Published in The Guardian, 12 May 2021
Some are calling this a boring budget. I think that is far from the truth.
Yes, most of the big-ticket items were strategically dripped out in the lead-up, but it’s not until the budget is seen as a whole that you get a sense of just how big the shift has been for the Coalition.
When the Treasurer said he wanted to use the budget to drive unemployment down until it has a ‘four in front of it’, he meant it.
Fiscal fortunes have recovered to the tune of more than $104 billion since December. Most of this was straight out the door. The Government on Tuesday night announced more than $68 billion in additional spending and $28 billion in tax cuts to be delivered over the next four years.
‘Back in the black’ is a distant memory.
Fiscal policy is now the main game for driving the recovery. And even despite the spend, net debt is forecast to stabilise and then start coming down as a share of the economy over the next decade.
The other major shift is in what the Government is choosing to spend on. Yes, the perennial infrastructure investment and business investment incentives feature again. But the big shift is the investment in social spending.
Significant measures were announced for aged care, mental health, childcare, and women’s safety. They are much needed – the pandemic laid bare the deep structural problems in these sectors.
But even in these areas, the budget investment falls well short of what experts have estimated is needed for wholesale or transformative change to the way these services are delivered.
So while we shouldn’t underplay how much has shifted with this budget, if the Government wants to be even more bold in building back better, there’s still plenty more room to move.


Exercise instructions: Each line below is to be set down again exactly.

Dataset excerpts:
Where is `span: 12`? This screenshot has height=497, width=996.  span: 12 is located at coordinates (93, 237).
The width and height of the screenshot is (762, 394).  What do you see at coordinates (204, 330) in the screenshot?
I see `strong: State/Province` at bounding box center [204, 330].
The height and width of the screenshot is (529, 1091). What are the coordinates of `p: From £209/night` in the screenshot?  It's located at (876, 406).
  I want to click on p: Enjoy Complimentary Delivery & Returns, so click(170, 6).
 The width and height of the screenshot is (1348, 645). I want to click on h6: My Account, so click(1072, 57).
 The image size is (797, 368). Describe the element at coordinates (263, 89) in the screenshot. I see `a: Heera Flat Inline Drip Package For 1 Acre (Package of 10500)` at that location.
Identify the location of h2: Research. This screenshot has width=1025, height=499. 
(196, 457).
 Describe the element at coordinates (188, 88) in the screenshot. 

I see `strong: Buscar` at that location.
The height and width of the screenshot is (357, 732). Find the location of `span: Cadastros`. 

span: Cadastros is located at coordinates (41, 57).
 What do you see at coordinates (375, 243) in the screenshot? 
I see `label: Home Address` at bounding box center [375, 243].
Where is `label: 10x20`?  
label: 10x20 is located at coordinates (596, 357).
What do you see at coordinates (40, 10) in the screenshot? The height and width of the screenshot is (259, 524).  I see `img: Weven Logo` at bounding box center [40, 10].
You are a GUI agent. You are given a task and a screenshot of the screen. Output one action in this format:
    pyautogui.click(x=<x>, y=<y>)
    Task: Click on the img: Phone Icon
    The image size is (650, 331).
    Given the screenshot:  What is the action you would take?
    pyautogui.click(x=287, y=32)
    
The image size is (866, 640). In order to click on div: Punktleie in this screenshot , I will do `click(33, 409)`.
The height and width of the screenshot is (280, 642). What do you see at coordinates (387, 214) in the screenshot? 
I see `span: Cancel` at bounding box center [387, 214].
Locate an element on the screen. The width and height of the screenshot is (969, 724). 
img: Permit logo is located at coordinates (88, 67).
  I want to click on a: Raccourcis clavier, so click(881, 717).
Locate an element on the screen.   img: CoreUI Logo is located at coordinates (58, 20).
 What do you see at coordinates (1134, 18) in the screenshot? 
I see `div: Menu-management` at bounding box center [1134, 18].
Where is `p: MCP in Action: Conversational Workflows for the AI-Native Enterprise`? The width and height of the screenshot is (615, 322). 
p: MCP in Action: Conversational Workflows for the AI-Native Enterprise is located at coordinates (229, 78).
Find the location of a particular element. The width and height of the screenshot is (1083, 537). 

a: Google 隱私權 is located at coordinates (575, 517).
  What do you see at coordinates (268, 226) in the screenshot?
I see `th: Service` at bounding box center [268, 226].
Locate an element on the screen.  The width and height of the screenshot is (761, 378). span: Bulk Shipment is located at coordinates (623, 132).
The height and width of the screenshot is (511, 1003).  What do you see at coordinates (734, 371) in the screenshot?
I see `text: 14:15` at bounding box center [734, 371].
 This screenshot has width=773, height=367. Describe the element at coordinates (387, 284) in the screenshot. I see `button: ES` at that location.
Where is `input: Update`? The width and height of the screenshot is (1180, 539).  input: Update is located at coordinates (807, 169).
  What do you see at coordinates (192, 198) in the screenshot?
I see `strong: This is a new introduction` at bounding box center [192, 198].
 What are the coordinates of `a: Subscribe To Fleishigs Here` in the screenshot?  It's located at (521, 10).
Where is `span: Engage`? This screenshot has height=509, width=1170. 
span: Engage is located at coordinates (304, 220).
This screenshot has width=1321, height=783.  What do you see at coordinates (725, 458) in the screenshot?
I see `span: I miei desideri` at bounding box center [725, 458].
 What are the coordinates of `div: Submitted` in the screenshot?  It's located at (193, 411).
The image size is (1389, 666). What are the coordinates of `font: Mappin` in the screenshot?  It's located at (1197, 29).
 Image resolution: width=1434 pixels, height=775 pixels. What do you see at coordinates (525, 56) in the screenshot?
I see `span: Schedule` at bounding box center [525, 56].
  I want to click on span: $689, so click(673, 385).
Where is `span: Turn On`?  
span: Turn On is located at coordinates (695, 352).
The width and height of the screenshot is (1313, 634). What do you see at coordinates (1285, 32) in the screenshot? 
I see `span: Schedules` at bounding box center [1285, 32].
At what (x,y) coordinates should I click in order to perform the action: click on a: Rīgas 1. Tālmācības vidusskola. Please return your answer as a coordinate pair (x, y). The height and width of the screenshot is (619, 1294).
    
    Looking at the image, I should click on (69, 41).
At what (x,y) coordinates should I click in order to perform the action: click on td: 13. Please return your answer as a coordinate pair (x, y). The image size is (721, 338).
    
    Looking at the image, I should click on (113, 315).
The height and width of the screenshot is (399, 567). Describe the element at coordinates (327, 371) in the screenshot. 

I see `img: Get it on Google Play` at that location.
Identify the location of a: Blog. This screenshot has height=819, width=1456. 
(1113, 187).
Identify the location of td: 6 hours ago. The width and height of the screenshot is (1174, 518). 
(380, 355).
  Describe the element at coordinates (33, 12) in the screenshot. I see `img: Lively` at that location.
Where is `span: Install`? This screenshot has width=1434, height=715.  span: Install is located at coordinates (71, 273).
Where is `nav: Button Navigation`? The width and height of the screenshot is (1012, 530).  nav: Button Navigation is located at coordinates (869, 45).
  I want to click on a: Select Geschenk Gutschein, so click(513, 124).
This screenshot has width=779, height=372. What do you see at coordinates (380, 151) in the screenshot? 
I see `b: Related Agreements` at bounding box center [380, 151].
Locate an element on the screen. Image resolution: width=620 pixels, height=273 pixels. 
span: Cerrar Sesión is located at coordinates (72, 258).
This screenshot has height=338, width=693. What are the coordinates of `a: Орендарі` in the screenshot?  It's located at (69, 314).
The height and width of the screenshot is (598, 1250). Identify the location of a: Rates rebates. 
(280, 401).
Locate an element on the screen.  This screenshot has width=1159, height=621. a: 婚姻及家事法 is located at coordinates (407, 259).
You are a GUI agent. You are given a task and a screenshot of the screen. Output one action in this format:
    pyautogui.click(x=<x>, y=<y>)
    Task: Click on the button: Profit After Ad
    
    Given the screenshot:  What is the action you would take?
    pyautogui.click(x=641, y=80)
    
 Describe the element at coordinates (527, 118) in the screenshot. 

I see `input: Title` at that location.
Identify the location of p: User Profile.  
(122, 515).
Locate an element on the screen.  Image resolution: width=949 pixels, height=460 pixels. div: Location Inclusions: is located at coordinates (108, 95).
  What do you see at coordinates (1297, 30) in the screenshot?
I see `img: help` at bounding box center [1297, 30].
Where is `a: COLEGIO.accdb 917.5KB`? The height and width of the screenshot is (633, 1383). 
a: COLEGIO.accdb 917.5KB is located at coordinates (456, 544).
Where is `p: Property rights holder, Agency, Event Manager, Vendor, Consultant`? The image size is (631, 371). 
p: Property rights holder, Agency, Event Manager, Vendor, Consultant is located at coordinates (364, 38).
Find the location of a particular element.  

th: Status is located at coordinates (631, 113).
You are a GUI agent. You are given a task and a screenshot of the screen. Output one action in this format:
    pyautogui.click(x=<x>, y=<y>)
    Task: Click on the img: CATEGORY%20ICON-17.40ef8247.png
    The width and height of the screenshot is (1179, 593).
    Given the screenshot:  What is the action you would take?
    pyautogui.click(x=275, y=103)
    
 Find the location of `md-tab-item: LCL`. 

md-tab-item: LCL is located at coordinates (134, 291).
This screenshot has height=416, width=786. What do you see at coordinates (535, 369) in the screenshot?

The answer:
Where is `span: 12`? This screenshot has height=497, width=996.  span: 12 is located at coordinates (93, 237).
The width and height of the screenshot is (762, 394).  What do you see at coordinates (204, 330) in the screenshot?
I see `strong: State/Province` at bounding box center [204, 330].
The height and width of the screenshot is (529, 1091). What are the coordinates of `p: From £209/night` in the screenshot?  It's located at (876, 406).
  I want to click on p: Enjoy Complimentary Delivery & Returns, so click(170, 6).
 The width and height of the screenshot is (1348, 645). I want to click on h6: My Account, so click(1072, 57).
 The image size is (797, 368). Describe the element at coordinates (263, 89) in the screenshot. I see `a: Heera Flat Inline Drip Package For 1 Acre (Package of 10500)` at that location.
Identify the location of h2: Research. This screenshot has width=1025, height=499. 
(196, 457).
 Describe the element at coordinates (188, 88) in the screenshot. 

I see `strong: Buscar` at that location.
The height and width of the screenshot is (357, 732). Find the location of `span: Cadastros`. 

span: Cadastros is located at coordinates (41, 57).
 What do you see at coordinates (375, 243) in the screenshot? 
I see `label: Home Address` at bounding box center [375, 243].
Where is `label: 10x20`?  
label: 10x20 is located at coordinates (596, 357).
What do you see at coordinates (40, 10) in the screenshot? The height and width of the screenshot is (259, 524).  I see `img: Weven Logo` at bounding box center [40, 10].
You are a GUI agent. You are given a task and a screenshot of the screen. Output one action in this format:
    pyautogui.click(x=<x>, y=<y>)
    Task: Click on the img: Phone Icon
    The image size is (650, 331).
    Given the screenshot:  What is the action you would take?
    pyautogui.click(x=287, y=32)
    
The image size is (866, 640). In order to click on div: Punktleie in this screenshot , I will do `click(33, 409)`.
The height and width of the screenshot is (280, 642). What do you see at coordinates (387, 214) in the screenshot? 
I see `span: Cancel` at bounding box center [387, 214].
Locate an element on the screen. The width and height of the screenshot is (969, 724). 
img: Permit logo is located at coordinates (88, 67).
  I want to click on a: Raccourcis clavier, so click(881, 717).
Locate an element on the screen.   img: CoreUI Logo is located at coordinates (58, 20).
 What do you see at coordinates (1134, 18) in the screenshot? 
I see `div: Menu-management` at bounding box center [1134, 18].
Where is `p: MCP in Action: Conversational Workflows for the AI-Native Enterprise`? The width and height of the screenshot is (615, 322). 
p: MCP in Action: Conversational Workflows for the AI-Native Enterprise is located at coordinates (229, 78).
Find the location of a particular element. The width and height of the screenshot is (1083, 537). 

a: Google 隱私權 is located at coordinates (575, 517).
  What do you see at coordinates (268, 226) in the screenshot?
I see `th: Service` at bounding box center [268, 226].
Locate an element on the screen.  The width and height of the screenshot is (761, 378). span: Bulk Shipment is located at coordinates (623, 132).
The height and width of the screenshot is (511, 1003).  What do you see at coordinates (734, 371) in the screenshot?
I see `text: 14:15` at bounding box center [734, 371].
 This screenshot has width=773, height=367. Describe the element at coordinates (387, 284) in the screenshot. I see `button: ES` at that location.
Where is `input: Update`? The width and height of the screenshot is (1180, 539).  input: Update is located at coordinates (807, 169).
  What do you see at coordinates (192, 198) in the screenshot?
I see `strong: This is a new introduction` at bounding box center [192, 198].
 What are the coordinates of `a: Subscribe To Fleishigs Here` in the screenshot?  It's located at (521, 10).
Where is `span: Engage`? This screenshot has height=509, width=1170. 
span: Engage is located at coordinates (304, 220).
This screenshot has width=1321, height=783.  What do you see at coordinates (725, 458) in the screenshot?
I see `span: I miei desideri` at bounding box center [725, 458].
 What are the coordinates of `div: Submitted` in the screenshot?  It's located at (193, 411).
The image size is (1389, 666). What are the coordinates of `font: Mappin` in the screenshot?  It's located at (1197, 29).
 Image resolution: width=1434 pixels, height=775 pixels. What do you see at coordinates (525, 56) in the screenshot?
I see `span: Schedule` at bounding box center [525, 56].
  I want to click on span: $689, so click(673, 385).
Where is `span: Turn On`?  
span: Turn On is located at coordinates (695, 352).
The width and height of the screenshot is (1313, 634). What do you see at coordinates (1285, 32) in the screenshot? 
I see `span: Schedules` at bounding box center [1285, 32].
At what (x,y) coordinates should I click in order to perform the action: click on a: Rīgas 1. Tālmācības vidusskola. Please return your answer as a coordinate pair (x, y). The height and width of the screenshot is (619, 1294).
    
    Looking at the image, I should click on (69, 41).
At what (x,y) coordinates should I click in order to perform the action: click on td: 13. Please return your answer as a coordinate pair (x, y). The image size is (721, 338).
    
    Looking at the image, I should click on (113, 315).
The height and width of the screenshot is (399, 567). Describe the element at coordinates (327, 371) in the screenshot. 

I see `img: Get it on Google Play` at that location.
Identify the location of a: Blog. This screenshot has height=819, width=1456. 
(1113, 187).
Identify the location of td: 6 hours ago. The width and height of the screenshot is (1174, 518). 
(380, 355).
  Describe the element at coordinates (33, 12) in the screenshot. I see `img: Lively` at that location.
Where is `span: Install`? This screenshot has width=1434, height=715.  span: Install is located at coordinates (71, 273).
Where is `nav: Button Navigation`? The width and height of the screenshot is (1012, 530).  nav: Button Navigation is located at coordinates (869, 45).
  I want to click on a: Select Geschenk Gutschein, so click(513, 124).
This screenshot has width=779, height=372. What do you see at coordinates (380, 151) in the screenshot? 
I see `b: Related Agreements` at bounding box center [380, 151].
Locate an element on the screen. Image resolution: width=620 pixels, height=273 pixels. 
span: Cerrar Sesión is located at coordinates (72, 258).
This screenshot has height=338, width=693. What are the coordinates of `a: Орендарі` in the screenshot?  It's located at (69, 314).
The height and width of the screenshot is (598, 1250). Identify the location of a: Rates rebates. 
(280, 401).
Locate an element on the screen.  This screenshot has width=1159, height=621. a: 婚姻及家事法 is located at coordinates (407, 259).
You are a GUI agent. You are given a task and a screenshot of the screen. Output one action in this format:
    pyautogui.click(x=<x>, y=<y>)
    Task: Click on the button: Profit After Ad
    
    Given the screenshot:  What is the action you would take?
    pyautogui.click(x=641, y=80)
    
 Describe the element at coordinates (527, 118) in the screenshot. 

I see `input: Title` at that location.
Identify the location of p: User Profile.  
(122, 515).
Locate an element on the screen.  Image resolution: width=949 pixels, height=460 pixels. div: Location Inclusions: is located at coordinates (108, 95).
  What do you see at coordinates (1297, 30) in the screenshot?
I see `img: help` at bounding box center [1297, 30].
Where is `a: COLEGIO.accdb 917.5KB`? The height and width of the screenshot is (633, 1383). 
a: COLEGIO.accdb 917.5KB is located at coordinates (456, 544).
Where is `p: Property rights holder, Agency, Event Manager, Vendor, Consultant`? The image size is (631, 371). 
p: Property rights holder, Agency, Event Manager, Vendor, Consultant is located at coordinates (364, 38).
Find the location of a particular element.  

th: Status is located at coordinates (631, 113).
You are a GUI agent. You are given a task and a screenshot of the screen. Output one action in this format:
    pyautogui.click(x=<x>, y=<y>)
    Task: Click on the img: CATEGORY%20ICON-17.40ef8247.png
    The width and height of the screenshot is (1179, 593).
    Given the screenshot:  What is the action you would take?
    pyautogui.click(x=275, y=103)
    
 Find the location of `md-tab-item: LCL`. 

md-tab-item: LCL is located at coordinates (134, 291).
This screenshot has height=416, width=786. What do you see at coordinates (535, 369) in the screenshot?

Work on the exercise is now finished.